And now, in the English House of Commons, there were men who doubted and sneered about these things—who held an Afridi life dearer than an English one—who cared nothing for the historic task, who would let India go to-morrow without a pang!
Misguided recreants! But Mrs. Colwood, looking on, could only feel that had they never played their impish part, the winter afternoon for these two companions of hers would have been infinitely less agreeable.
For certainly denunication and argument became Diana—all the more that she was no “female franzy” who must have all the best of the talk; she listened—she evoked—she drew on, and drew out. Mrs. Colwood was secretly sure that this very modest and ordinarily stupid young man had never talked so well before, that his mother would have been astonished could she have beheld him. What had come to the young women of this generation! Their grandmothers cared for politics only so far as they advanced the fortunes of their lords—otherwise what was Hecuba to them, or they to Hecuba? But these women have minds for the impersonal. Diana was not talking to make an effect on Captain Roughsedge—that was the strange part of it. Hundreds of women can make politics serve the primitive woman’s game; the “come hither in the ee” can use that weapon as well as any other. But here was an intellectual, a patriotic passion, veritable, genuine, not feigned.
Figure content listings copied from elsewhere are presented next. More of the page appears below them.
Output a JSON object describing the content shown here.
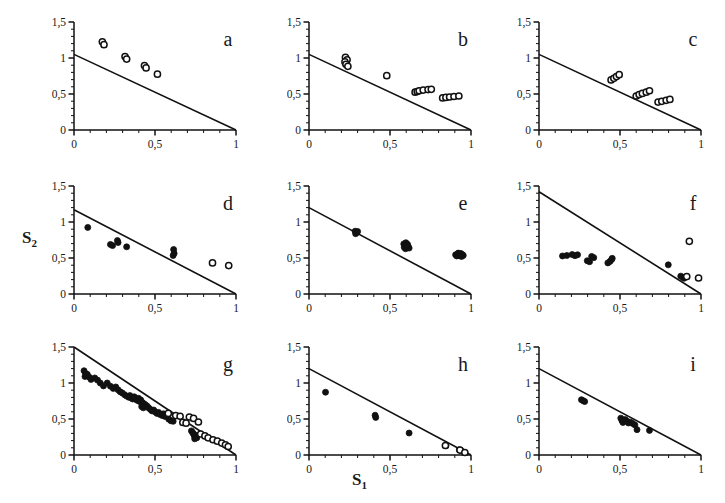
{
  "figure": {
    "background": "#ffffff",
    "ink_color": "#111111",
    "axis_label_x": "S",
    "axis_label_x_sub": "1",
    "axis_label_y": "S",
    "axis_label_y_sub": "2",
    "rows": 3,
    "cols": 3
  },
  "axes_common": {
    "xlim": [
      0,
      1
    ],
    "ylim": [
      0,
      1.5
    ],
    "xticks_major": [
      0,
      0.5,
      1
    ],
    "xticklabels": [
      "0",
      "0,5",
      "1"
    ],
    "yticks_major": [
      0,
      0.5,
      1,
      1.5
    ],
    "yticklabels": [
      "0",
      "0,5",
      "1",
      "1,5"
    ],
    "xticks_minor_step": 0.1,
    "yticks_minor_step": 0.1,
    "grid": false,
    "legend": "none"
  },
  "chart_data": [
    {
      "type": "scatter",
      "panel": "a",
      "title": "a",
      "xlabel": "S1",
      "ylabel": "S2",
      "xlim": [
        0,
        1
      ],
      "ylim": [
        0,
        1.5
      ],
      "xticklabels": [
        "0",
        "0,5",
        "1"
      ],
      "yticklabels": [
        "0",
        "0,5",
        "1",
        "1,5"
      ],
      "line": {
        "x0": 0.0,
        "y0": 1.05,
        "x1": 1.0,
        "y1": 0.0
      },
      "series": [
        {
          "name": "open",
          "marker": "open-circle",
          "points": [
            [
              0.175,
              1.225
            ],
            [
              0.185,
              1.185
            ],
            [
              0.315,
              1.02
            ],
            [
              0.325,
              0.985
            ],
            [
              0.435,
              0.895
            ],
            [
              0.445,
              0.862
            ],
            [
              0.515,
              0.775
            ]
          ]
        }
      ]
    },
    {
      "type": "scatter",
      "panel": "b",
      "title": "b",
      "xlabel": "S1",
      "ylabel": "S2",
      "xlim": [
        0,
        1
      ],
      "ylim": [
        0,
        1.5
      ],
      "xticklabels": [
        "0",
        "0,5",
        "1"
      ],
      "yticklabels": [
        "0",
        "0,5",
        "1",
        "1,5"
      ],
      "line": {
        "x0": 0.0,
        "y0": 1.05,
        "x1": 1.0,
        "y1": 0.0
      },
      "series": [
        {
          "name": "open",
          "marker": "open-circle",
          "points": [
            [
              0.225,
              1.01
            ],
            [
              0.235,
              0.975
            ],
            [
              0.222,
              0.945
            ],
            [
              0.228,
              0.912
            ],
            [
              0.24,
              0.885
            ],
            [
              0.48,
              0.755
            ],
            [
              0.655,
              0.525
            ],
            [
              0.668,
              0.535
            ],
            [
              0.68,
              0.545
            ],
            [
              0.705,
              0.555
            ],
            [
              0.735,
              0.562
            ],
            [
              0.755,
              0.565
            ],
            [
              0.825,
              0.445
            ],
            [
              0.845,
              0.452
            ],
            [
              0.868,
              0.458
            ],
            [
              0.895,
              0.465
            ],
            [
              0.925,
              0.472
            ]
          ]
        }
      ]
    },
    {
      "type": "scatter",
      "panel": "c",
      "title": "c",
      "xlabel": "S1",
      "ylabel": "S2",
      "xlim": [
        0,
        1
      ],
      "ylim": [
        0,
        1.5
      ],
      "xticklabels": [
        "0",
        "0,5",
        "1"
      ],
      "yticklabels": [
        "0",
        "0,5",
        "1",
        "1,5"
      ],
      "line": {
        "x0": 0.0,
        "y0": 1.05,
        "x1": 1.0,
        "y1": 0.0
      },
      "series": [
        {
          "name": "open",
          "marker": "open-circle",
          "points": [
            [
              0.445,
              0.695
            ],
            [
              0.462,
              0.718
            ],
            [
              0.478,
              0.742
            ],
            [
              0.495,
              0.768
            ],
            [
              0.6,
              0.472
            ],
            [
              0.618,
              0.492
            ],
            [
              0.638,
              0.508
            ],
            [
              0.662,
              0.525
            ],
            [
              0.682,
              0.545
            ],
            [
              0.735,
              0.388
            ],
            [
              0.758,
              0.398
            ],
            [
              0.785,
              0.412
            ],
            [
              0.808,
              0.425
            ]
          ]
        }
      ]
    },
    {
      "type": "scatter",
      "panel": "d",
      "title": "d",
      "xlabel": "S1",
      "ylabel": "S2",
      "xlim": [
        0,
        1
      ],
      "ylim": [
        0,
        1.5
      ],
      "xticklabels": [
        "0",
        "0,5",
        "1"
      ],
      "yticklabels": [
        "0",
        "0,5",
        "1",
        "1,5"
      ],
      "line": {
        "x0": 0.0,
        "y0": 1.17,
        "x1": 1.0,
        "y1": 0.0
      },
      "series": [
        {
          "name": "filled",
          "marker": "filled-circle",
          "points": [
            [
              0.085,
              0.925
            ],
            [
              0.225,
              0.688
            ],
            [
              0.238,
              0.672
            ],
            [
              0.268,
              0.742
            ],
            [
              0.272,
              0.715
            ],
            [
              0.325,
              0.655
            ],
            [
              0.615,
              0.618
            ],
            [
              0.618,
              0.565
            ],
            [
              0.612,
              0.535
            ]
          ]
        },
        {
          "name": "open",
          "marker": "open-circle",
          "points": [
            [
              0.855,
              0.432
            ],
            [
              0.955,
              0.395
            ]
          ]
        }
      ]
    },
    {
      "type": "scatter",
      "panel": "e",
      "title": "e",
      "xlabel": "S1",
      "ylabel": "S2",
      "xlim": [
        0,
        1
      ],
      "ylim": [
        0,
        1.5
      ],
      "xticklabels": [
        "0",
        "0,5",
        "1"
      ],
      "yticklabels": [
        "0",
        "0,5",
        "1",
        "1,5"
      ],
      "line": {
        "x0": 0.0,
        "y0": 1.2,
        "x1": 1.0,
        "y1": 0.0
      },
      "series": [
        {
          "name": "filled",
          "marker": "filled-circle",
          "points": [
            [
              0.285,
              0.872
            ],
            [
              0.295,
              0.855
            ],
            [
              0.288,
              0.838
            ],
            [
              0.3,
              0.868
            ],
            [
              0.585,
              0.695
            ],
            [
              0.598,
              0.712
            ],
            [
              0.608,
              0.69
            ],
            [
              0.612,
              0.662
            ],
            [
              0.592,
              0.668
            ],
            [
              0.602,
              0.645
            ],
            [
              0.618,
              0.638
            ],
            [
              0.588,
              0.648
            ],
            [
              0.605,
              0.672
            ],
            [
              0.596,
              0.628
            ],
            [
              0.905,
              0.545
            ],
            [
              0.918,
              0.558
            ],
            [
              0.928,
              0.548
            ],
            [
              0.938,
              0.562
            ],
            [
              0.948,
              0.545
            ],
            [
              0.912,
              0.528
            ],
            [
              0.932,
              0.53
            ],
            [
              0.952,
              0.535
            ],
            [
              0.922,
              0.568
            ],
            [
              0.942,
              0.522
            ]
          ]
        }
      ]
    },
    {
      "type": "scatter",
      "panel": "f",
      "title": "f",
      "xlabel": "S1",
      "ylabel": "S2",
      "xlim": [
        0,
        1
      ],
      "ylim": [
        0,
        1.5
      ],
      "xticklabels": [
        "0",
        "0,5",
        "1"
      ],
      "yticklabels": [
        "0",
        "0,5",
        "1",
        "1,5"
      ],
      "line": {
        "x0": 0.0,
        "y0": 1.42,
        "x1": 1.0,
        "y1": 0.0
      },
      "series": [
        {
          "name": "filled",
          "marker": "filled-circle",
          "points": [
            [
              0.145,
              0.528
            ],
            [
              0.172,
              0.535
            ],
            [
              0.205,
              0.548
            ],
            [
              0.222,
              0.532
            ],
            [
              0.238,
              0.545
            ],
            [
              0.298,
              0.462
            ],
            [
              0.312,
              0.448
            ],
            [
              0.325,
              0.522
            ],
            [
              0.338,
              0.505
            ],
            [
              0.425,
              0.432
            ],
            [
              0.438,
              0.452
            ],
            [
              0.452,
              0.495
            ],
            [
              0.448,
              0.478
            ],
            [
              0.798,
              0.405
            ],
            [
              0.875,
              0.248
            ],
            [
              0.888,
              0.232
            ],
            [
              0.895,
              0.218
            ]
          ]
        },
        {
          "name": "open",
          "marker": "open-circle",
          "points": [
            [
              0.928,
              0.732
            ],
            [
              0.912,
              0.242
            ],
            [
              0.985,
              0.222
            ]
          ]
        }
      ]
    },
    {
      "type": "scatter",
      "panel": "g",
      "title": "g",
      "xlabel": "S1",
      "ylabel": "S2",
      "xlim": [
        0,
        1
      ],
      "ylim": [
        0,
        1.5
      ],
      "xticklabels": [
        "0",
        "0,5",
        "1"
      ],
      "yticklabels": [
        "0",
        "0,5",
        "1",
        "1,5"
      ],
      "line": {
        "x0": 0.0,
        "y0": 1.5,
        "x1": 1.0,
        "y1": 0.0
      },
      "series": [
        {
          "name": "filled",
          "marker": "filled-circle",
          "points": [
            [
              0.062,
              1.17
            ],
            [
              0.072,
              1.13
            ],
            [
              0.068,
              1.09
            ],
            [
              0.082,
              1.12
            ],
            [
              0.095,
              1.08
            ],
            [
              0.105,
              1.05
            ],
            [
              0.128,
              1.07
            ],
            [
              0.145,
              1.04
            ],
            [
              0.162,
              1.0
            ],
            [
              0.182,
              0.96
            ],
            [
              0.205,
              1.0
            ],
            [
              0.225,
              0.955
            ],
            [
              0.242,
              0.925
            ],
            [
              0.258,
              0.945
            ],
            [
              0.272,
              0.905
            ],
            [
              0.285,
              0.878
            ],
            [
              0.298,
              0.862
            ],
            [
              0.312,
              0.838
            ],
            [
              0.325,
              0.818
            ],
            [
              0.338,
              0.802
            ],
            [
              0.345,
              0.825
            ],
            [
              0.352,
              0.795
            ],
            [
              0.362,
              0.778
            ],
            [
              0.372,
              0.808
            ],
            [
              0.382,
              0.772
            ],
            [
              0.392,
              0.758
            ],
            [
              0.398,
              0.788
            ],
            [
              0.405,
              0.742
            ],
            [
              0.412,
              0.765
            ],
            [
              0.422,
              0.728
            ],
            [
              0.432,
              0.712
            ],
            [
              0.442,
              0.695
            ],
            [
              0.418,
              0.672
            ],
            [
              0.428,
              0.655
            ],
            [
              0.452,
              0.678
            ],
            [
              0.462,
              0.652
            ],
            [
              0.472,
              0.632
            ],
            [
              0.482,
              0.612
            ],
            [
              0.492,
              0.625
            ],
            [
              0.502,
              0.598
            ],
            [
              0.512,
              0.578
            ],
            [
              0.522,
              0.592
            ],
            [
              0.532,
              0.562
            ],
            [
              0.545,
              0.548
            ],
            [
              0.552,
              0.572
            ],
            [
              0.562,
              0.535
            ],
            [
              0.585,
              0.498
            ],
            [
              0.598,
              0.475
            ],
            [
              0.612,
              0.468
            ],
            [
              0.725,
              0.335
            ],
            [
              0.732,
              0.312
            ],
            [
              0.738,
              0.292
            ],
            [
              0.742,
              0.272
            ],
            [
              0.748,
              0.252
            ],
            [
              0.752,
              0.275
            ],
            [
              0.758,
              0.238
            ],
            [
              0.745,
              0.225
            ]
          ]
        },
        {
          "name": "open",
          "marker": "open-circle",
          "points": [
            [
              0.582,
              0.578
            ],
            [
              0.628,
              0.548
            ],
            [
              0.655,
              0.538
            ],
            [
              0.672,
              0.452
            ],
            [
              0.692,
              0.442
            ],
            [
              0.712,
              0.528
            ],
            [
              0.738,
              0.508
            ],
            [
              0.768,
              0.458
            ],
            [
              0.782,
              0.292
            ],
            [
              0.808,
              0.265
            ],
            [
              0.828,
              0.238
            ],
            [
              0.858,
              0.212
            ],
            [
              0.885,
              0.192
            ],
            [
              0.912,
              0.165
            ],
            [
              0.935,
              0.142
            ],
            [
              0.952,
              0.118
            ]
          ]
        }
      ]
    },
    {
      "type": "scatter",
      "panel": "h",
      "title": "h",
      "xlabel": "S1",
      "ylabel": "S2",
      "xlim": [
        0,
        1
      ],
      "ylim": [
        0,
        1.5
      ],
      "xticklabels": [
        "0",
        "0,5",
        "1"
      ],
      "yticklabels": [
        "0",
        "0,5",
        "1",
        "1,5"
      ],
      "line": {
        "x0": 0.0,
        "y0": 1.2,
        "x1": 1.0,
        "y1": 0.0
      },
      "series": [
        {
          "name": "filled",
          "marker": "filled-circle",
          "points": [
            [
              0.102,
              0.872
            ],
            [
              0.408,
              0.552
            ],
            [
              0.412,
              0.522
            ],
            [
              0.618,
              0.305
            ],
            [
              0.845,
              0.128
            ],
            [
              0.928,
              0.072
            ],
            [
              0.938,
              0.062
            ]
          ]
        },
        {
          "name": "open",
          "marker": "open-circle",
          "points": [
            [
              0.842,
              0.132
            ],
            [
              0.932,
              0.068
            ],
            [
              0.962,
              0.035
            ]
          ]
        }
      ]
    },
    {
      "type": "scatter",
      "panel": "i",
      "title": "i",
      "xlabel": "S1",
      "ylabel": "S2",
      "xlim": [
        0,
        1
      ],
      "ylim": [
        0,
        1.5
      ],
      "xticklabels": [
        "0",
        "0,5",
        "1"
      ],
      "yticklabels": [
        "0",
        "0,5",
        "1",
        "1,5"
      ],
      "line": {
        "x0": 0.0,
        "y0": 1.2,
        "x1": 1.0,
        "y1": 0.0
      },
      "series": [
        {
          "name": "filled",
          "marker": "filled-circle",
          "points": [
            [
              0.262,
              0.768
            ],
            [
              0.272,
              0.755
            ],
            [
              0.282,
              0.742
            ],
            [
              0.505,
              0.512
            ],
            [
              0.512,
              0.478
            ],
            [
              0.518,
              0.452
            ],
            [
              0.532,
              0.492
            ],
            [
              0.545,
              0.468
            ],
            [
              0.552,
              0.445
            ],
            [
              0.565,
              0.455
            ],
            [
              0.578,
              0.438
            ],
            [
              0.592,
              0.418
            ],
            [
              0.605,
              0.352
            ],
            [
              0.682,
              0.342
            ]
          ]
        }
      ]
    }
  ]
}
Well!—the spectator admitted it—unwillingly—so long as the debater, the orator, were still desirable, still lovely. She stole a glance at Captain Roughsedge. Was he, too, so unconscious of sex, of opportunity? Ah! that she doubted! The young man played his part stoutly; flung back the ball without a break; but there were glances, and movements and expressions, which to this shrewd feminine eye appeared to betray what no scrutiny could detect in Diana—a pleasure within a pleasure, and thoughts behind thoughts. At any rate, he prolonged the walk as long as it could be prolonged; he accompanied them to the very door of their carriage, and would have delayed them there but that Diana looked at her watch in dismay.
“You’ll hear plenty of that sort of stuff to-night!” he said, as he helped them to their wraps. “‘Perish India!’ and all the rest of it. All they’ll mind at Tallyn will be that the Afridis haven’t killed a few more Britishers.”
Diana gave him a rather grave smile and bow as the carriage drove on. Mrs. Colwood wondered whether the Captain’s last remark had somehow offended her companion. But Miss Mallory made no reference to it. Instead, she began to give her companion some preliminary information as to the party they were likely to find at Tallyn.